For communities living within Nairobi’s largest informal settlement of Kibera, the practice of  FGM remained a closely guarded secret, until young survivors like Millicent began to speak up on the harm caused to them.

“Nobody thinks that girls living in urban settings like Kibera are subjected to FGM because it doesn’t happen here. Parents and guardians ship their young daughters to the village during school holidays where they undergo the painful ritual and return a few weeks later having been warned not to tell anybody,” says Millicent. Kenya enacted the Prohibition of Female Genital Mutilation Act in 2011, making the practice of FGM illegal with penalties ranging from imprisonment for a term of not less than three years, and in cases where FGM results in death, a life term sentence. 

UNFPA has partnered with Kibera-based girl child welfare organization Polycom Development Project to raise awareness on the harmful effects of female genital mutilation amongst practicing communities. Through community dialogues and workshop sessions, the survivor-led campaign has been able to sensitize parents, teachers, and local authorities on girls’ protection and the prevention of FGM within the informal settlement.  


Parents and guardians from FGM practicing communities living in Kibera attend
an anti-FGM workshop organized by UNFPA and Polycom

Among those who have participated in the sensitization campaign is Daniel Ochieng’, a headteacher at Magoso Primary School located within Kibera. “This workshop has been an eye-opener, particularly on the causes of absenteeism among schoolgirls from FGM practicing communities. We have had cases where parents pull their girls from school or some delay in reporting back after the holidays, and when teachers investigate, no satisfactory reason is given,” he says. “ As educators, we need to look out for girls who may be at risk of undergoing FGM both at the school and within the community,  to ensure that they are not subjected to the practice under our watch.”

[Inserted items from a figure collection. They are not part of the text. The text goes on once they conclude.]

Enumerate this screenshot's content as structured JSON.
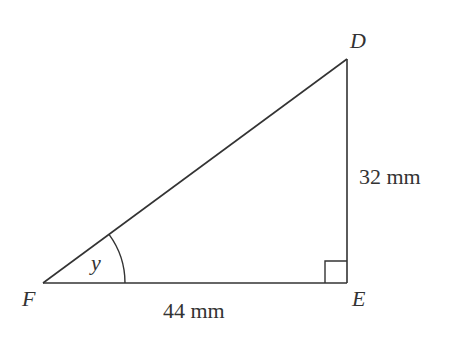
{
  "diagram": {
    "type": "right-triangle",
    "vertices": {
      "D": {
        "label": "D",
        "x": 347,
        "y": 59
      },
      "E": {
        "label": "E",
        "x": 347,
        "y": 283
      },
      "F": {
        "label": "F",
        "x": 43,
        "y": 283
      }
    },
    "sides": {
      "DE": {
        "label": "32 mm",
        "length": 32,
        "unit": "mm"
      },
      "FE": {
        "label": "44 mm",
        "length": 44,
        "unit": "mm"
      }
    },
    "angle": {
      "label": "y",
      "at": "F"
    },
    "right_angle_at": "E",
    "colors": {
      "stroke": "#333333",
      "background": "#ffffff"
    }
  }
}
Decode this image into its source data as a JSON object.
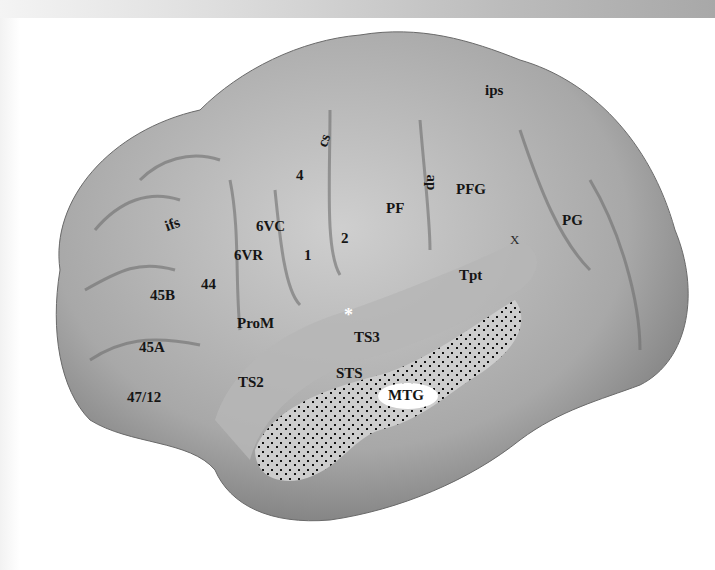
{
  "figure": {
    "type": "lateral view of cortical surface (inflated brain rendering)",
    "colors": {
      "background": "#ffffff",
      "surface_light": "#d2d2d2",
      "surface_mid": "#a9a9a9",
      "surface_dark": "#6e6e6e",
      "label_text": "#151515",
      "stipple": "#111111",
      "asterisk": "#ffffff"
    }
  },
  "labels": {
    "ips": "ips",
    "cs": "cs",
    "ap": "ap",
    "ifs": "ifs",
    "area_4": "4",
    "area_6vc": "6VC",
    "area_6vr": "6VR",
    "area_1": "1",
    "area_2": "2",
    "pf": "PF",
    "pfg": "PFG",
    "pg": "PG",
    "x": "X",
    "area_44": "44",
    "area_45b": "45B",
    "area_45a": "45A",
    "area_47_12": "47/12",
    "prom": "ProM",
    "tpt": "Tpt",
    "ts3": "TS3",
    "ts2": "TS2",
    "sts": "STS",
    "mtg": "MTG",
    "asterisk": "*"
  }
}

Anti-FGM efforts are also helping to change the traditional beliefs held by parents who subject their daughters to the practice. After undergoing a training on the negative impact of FGM on women and girls health, Millicent’s mother has pledged not to subject her two youngest daughters to FGM. Other parents in the close-knit community have also followed suit in vowing to protect their daughters from FGM. “For the longest time, my mother believed that one way of grounding her children in tradition was by taking them back to the village to undergo FGM. I am so happy to hear her declare that my sisters will not go through the same trauma I had to endure,” says Millicent. 

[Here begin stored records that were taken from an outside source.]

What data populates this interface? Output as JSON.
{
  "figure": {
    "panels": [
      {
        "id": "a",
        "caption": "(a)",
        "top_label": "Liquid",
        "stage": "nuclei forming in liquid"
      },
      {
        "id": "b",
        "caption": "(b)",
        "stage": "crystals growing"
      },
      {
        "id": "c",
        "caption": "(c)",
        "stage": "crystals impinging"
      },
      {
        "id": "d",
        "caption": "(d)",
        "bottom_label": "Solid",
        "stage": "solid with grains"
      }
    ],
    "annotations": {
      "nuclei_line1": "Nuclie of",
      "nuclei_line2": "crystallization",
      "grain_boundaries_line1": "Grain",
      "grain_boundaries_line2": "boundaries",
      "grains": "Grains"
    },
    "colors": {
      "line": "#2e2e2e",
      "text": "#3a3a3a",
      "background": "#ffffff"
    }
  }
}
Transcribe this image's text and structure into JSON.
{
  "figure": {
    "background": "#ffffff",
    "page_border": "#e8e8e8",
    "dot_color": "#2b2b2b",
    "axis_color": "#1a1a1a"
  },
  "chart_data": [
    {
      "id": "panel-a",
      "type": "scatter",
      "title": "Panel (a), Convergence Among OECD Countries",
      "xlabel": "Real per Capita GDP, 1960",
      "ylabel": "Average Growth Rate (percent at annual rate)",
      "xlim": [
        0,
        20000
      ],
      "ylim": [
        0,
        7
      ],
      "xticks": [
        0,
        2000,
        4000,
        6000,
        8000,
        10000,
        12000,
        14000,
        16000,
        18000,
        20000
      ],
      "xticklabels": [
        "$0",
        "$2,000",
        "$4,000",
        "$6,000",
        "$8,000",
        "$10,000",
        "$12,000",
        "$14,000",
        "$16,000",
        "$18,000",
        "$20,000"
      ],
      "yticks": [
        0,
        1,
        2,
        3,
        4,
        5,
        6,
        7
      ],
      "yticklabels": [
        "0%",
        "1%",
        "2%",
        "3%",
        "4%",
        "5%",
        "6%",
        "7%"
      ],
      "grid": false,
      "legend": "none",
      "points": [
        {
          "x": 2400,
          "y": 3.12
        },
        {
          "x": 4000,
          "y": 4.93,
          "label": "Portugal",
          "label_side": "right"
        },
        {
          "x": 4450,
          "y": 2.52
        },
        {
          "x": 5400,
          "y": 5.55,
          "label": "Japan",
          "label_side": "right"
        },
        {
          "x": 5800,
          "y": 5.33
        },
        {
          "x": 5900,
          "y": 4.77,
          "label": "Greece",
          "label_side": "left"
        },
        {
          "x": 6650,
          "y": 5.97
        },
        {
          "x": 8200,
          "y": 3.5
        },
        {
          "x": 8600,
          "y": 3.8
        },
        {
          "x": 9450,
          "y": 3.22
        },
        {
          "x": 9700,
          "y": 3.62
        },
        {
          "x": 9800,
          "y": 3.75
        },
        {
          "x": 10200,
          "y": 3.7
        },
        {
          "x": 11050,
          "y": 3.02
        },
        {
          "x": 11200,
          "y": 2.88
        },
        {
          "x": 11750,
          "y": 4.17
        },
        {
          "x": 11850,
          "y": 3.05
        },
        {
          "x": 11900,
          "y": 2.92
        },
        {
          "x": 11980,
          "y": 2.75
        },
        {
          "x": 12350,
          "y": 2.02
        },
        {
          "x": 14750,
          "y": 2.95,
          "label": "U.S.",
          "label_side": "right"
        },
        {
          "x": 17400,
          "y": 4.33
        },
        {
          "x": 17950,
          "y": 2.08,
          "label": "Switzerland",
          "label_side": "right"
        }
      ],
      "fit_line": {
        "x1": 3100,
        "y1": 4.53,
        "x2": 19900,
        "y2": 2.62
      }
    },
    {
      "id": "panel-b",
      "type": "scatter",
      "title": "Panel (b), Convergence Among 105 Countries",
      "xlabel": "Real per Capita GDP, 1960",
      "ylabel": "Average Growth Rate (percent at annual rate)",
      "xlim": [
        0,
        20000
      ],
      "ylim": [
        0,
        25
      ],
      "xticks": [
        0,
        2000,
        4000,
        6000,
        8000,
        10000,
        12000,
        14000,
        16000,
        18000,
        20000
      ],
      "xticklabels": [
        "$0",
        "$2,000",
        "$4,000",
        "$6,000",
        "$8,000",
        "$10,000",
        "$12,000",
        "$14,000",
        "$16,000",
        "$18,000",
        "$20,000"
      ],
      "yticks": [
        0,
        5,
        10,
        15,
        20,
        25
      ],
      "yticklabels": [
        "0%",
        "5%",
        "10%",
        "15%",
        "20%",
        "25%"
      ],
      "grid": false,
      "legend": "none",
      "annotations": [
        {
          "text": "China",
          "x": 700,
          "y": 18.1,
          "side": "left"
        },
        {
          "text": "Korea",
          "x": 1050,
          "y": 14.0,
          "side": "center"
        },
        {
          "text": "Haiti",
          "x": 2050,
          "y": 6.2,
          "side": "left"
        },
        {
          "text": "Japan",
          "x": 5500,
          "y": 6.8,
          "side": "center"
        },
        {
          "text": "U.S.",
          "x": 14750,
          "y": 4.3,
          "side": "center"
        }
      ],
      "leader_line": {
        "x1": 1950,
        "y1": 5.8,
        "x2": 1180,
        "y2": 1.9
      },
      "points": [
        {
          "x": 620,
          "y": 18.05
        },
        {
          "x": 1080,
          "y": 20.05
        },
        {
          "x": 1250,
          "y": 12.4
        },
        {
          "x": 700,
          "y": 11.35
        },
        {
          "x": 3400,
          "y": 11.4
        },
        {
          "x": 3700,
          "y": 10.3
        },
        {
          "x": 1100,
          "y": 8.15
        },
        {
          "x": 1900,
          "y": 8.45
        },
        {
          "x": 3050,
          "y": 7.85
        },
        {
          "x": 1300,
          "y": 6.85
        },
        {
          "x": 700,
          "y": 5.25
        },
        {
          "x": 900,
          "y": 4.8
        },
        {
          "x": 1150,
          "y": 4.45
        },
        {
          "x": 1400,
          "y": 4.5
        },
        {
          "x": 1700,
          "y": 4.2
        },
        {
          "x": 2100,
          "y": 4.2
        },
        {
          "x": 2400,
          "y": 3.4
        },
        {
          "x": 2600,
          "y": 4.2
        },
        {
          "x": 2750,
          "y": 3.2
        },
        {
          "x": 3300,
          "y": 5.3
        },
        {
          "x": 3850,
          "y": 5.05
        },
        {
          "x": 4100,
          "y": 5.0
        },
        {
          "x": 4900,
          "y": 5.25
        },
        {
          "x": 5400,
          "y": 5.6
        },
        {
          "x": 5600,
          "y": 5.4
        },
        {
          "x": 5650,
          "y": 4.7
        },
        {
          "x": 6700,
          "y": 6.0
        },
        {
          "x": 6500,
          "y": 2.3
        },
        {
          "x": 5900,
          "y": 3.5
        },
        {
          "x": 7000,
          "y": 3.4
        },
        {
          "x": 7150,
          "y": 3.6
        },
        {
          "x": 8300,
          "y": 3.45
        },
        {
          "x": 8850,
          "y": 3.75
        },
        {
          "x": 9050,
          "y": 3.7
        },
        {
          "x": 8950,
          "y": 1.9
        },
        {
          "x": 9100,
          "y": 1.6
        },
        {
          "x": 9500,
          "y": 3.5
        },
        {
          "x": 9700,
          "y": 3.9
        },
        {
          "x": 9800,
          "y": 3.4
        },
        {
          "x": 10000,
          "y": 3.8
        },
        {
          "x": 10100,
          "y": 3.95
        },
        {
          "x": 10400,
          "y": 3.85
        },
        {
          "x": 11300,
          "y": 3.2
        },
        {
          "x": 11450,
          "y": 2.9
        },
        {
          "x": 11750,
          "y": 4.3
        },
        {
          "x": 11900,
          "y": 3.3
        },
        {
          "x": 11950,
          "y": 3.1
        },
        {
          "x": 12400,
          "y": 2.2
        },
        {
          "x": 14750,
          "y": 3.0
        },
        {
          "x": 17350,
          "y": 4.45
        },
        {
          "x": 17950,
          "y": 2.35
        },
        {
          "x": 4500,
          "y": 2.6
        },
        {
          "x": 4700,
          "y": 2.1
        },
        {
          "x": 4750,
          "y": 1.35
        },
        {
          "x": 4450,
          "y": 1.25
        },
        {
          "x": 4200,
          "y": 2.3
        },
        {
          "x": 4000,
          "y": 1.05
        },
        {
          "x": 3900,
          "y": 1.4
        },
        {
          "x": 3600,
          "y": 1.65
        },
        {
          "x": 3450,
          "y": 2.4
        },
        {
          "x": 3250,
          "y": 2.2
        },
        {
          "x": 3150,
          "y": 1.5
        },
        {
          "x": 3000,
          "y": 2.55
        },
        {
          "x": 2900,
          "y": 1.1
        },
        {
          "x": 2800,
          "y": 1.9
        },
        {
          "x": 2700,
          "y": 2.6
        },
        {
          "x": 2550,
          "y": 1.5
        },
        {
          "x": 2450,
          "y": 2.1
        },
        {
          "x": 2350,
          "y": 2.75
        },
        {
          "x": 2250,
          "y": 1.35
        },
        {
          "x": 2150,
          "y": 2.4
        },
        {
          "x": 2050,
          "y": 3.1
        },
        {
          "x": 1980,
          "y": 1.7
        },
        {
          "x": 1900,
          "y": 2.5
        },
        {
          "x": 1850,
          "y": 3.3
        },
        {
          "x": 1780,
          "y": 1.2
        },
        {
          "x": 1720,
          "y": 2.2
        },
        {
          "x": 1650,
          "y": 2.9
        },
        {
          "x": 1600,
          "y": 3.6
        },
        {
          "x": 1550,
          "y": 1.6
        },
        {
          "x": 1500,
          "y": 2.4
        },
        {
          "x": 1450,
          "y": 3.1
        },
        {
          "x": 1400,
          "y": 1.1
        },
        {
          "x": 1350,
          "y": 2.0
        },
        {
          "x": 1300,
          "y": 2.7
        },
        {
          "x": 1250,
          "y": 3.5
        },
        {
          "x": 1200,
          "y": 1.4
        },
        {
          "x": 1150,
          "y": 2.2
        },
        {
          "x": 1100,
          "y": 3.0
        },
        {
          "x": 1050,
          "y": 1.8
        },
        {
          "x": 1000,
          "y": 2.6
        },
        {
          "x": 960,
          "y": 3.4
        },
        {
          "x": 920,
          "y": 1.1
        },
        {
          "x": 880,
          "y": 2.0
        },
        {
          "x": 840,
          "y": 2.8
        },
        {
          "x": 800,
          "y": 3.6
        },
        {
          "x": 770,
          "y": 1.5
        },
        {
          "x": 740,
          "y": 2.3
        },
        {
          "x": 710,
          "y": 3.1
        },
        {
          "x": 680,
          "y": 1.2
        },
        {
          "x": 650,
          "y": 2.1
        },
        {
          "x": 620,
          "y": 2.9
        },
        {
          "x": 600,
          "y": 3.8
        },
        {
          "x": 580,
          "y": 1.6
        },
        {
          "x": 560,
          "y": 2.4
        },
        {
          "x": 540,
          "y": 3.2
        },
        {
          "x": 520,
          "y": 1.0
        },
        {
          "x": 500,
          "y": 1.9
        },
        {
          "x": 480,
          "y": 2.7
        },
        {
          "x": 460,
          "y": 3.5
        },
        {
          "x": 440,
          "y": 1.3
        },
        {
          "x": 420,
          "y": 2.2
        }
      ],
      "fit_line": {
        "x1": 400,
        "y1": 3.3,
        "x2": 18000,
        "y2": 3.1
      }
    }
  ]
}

Through the UNFPA-UNICEF Joint Programme on the Elimination of Female Genital Mutilation, continued investments in building partnerships to help eliminate the practice have resulted in significant progress reported across FGM hotspots in Kenya. “By working with a  wide range of stakeholders and allies including men and boys, reformed circumcisers, religious leaders and youth groups, our focus is on accelerating progress in line with the presidential commitment to end FGM by 2022,” says UNFPA Gender Analyst Dinah Mutinda.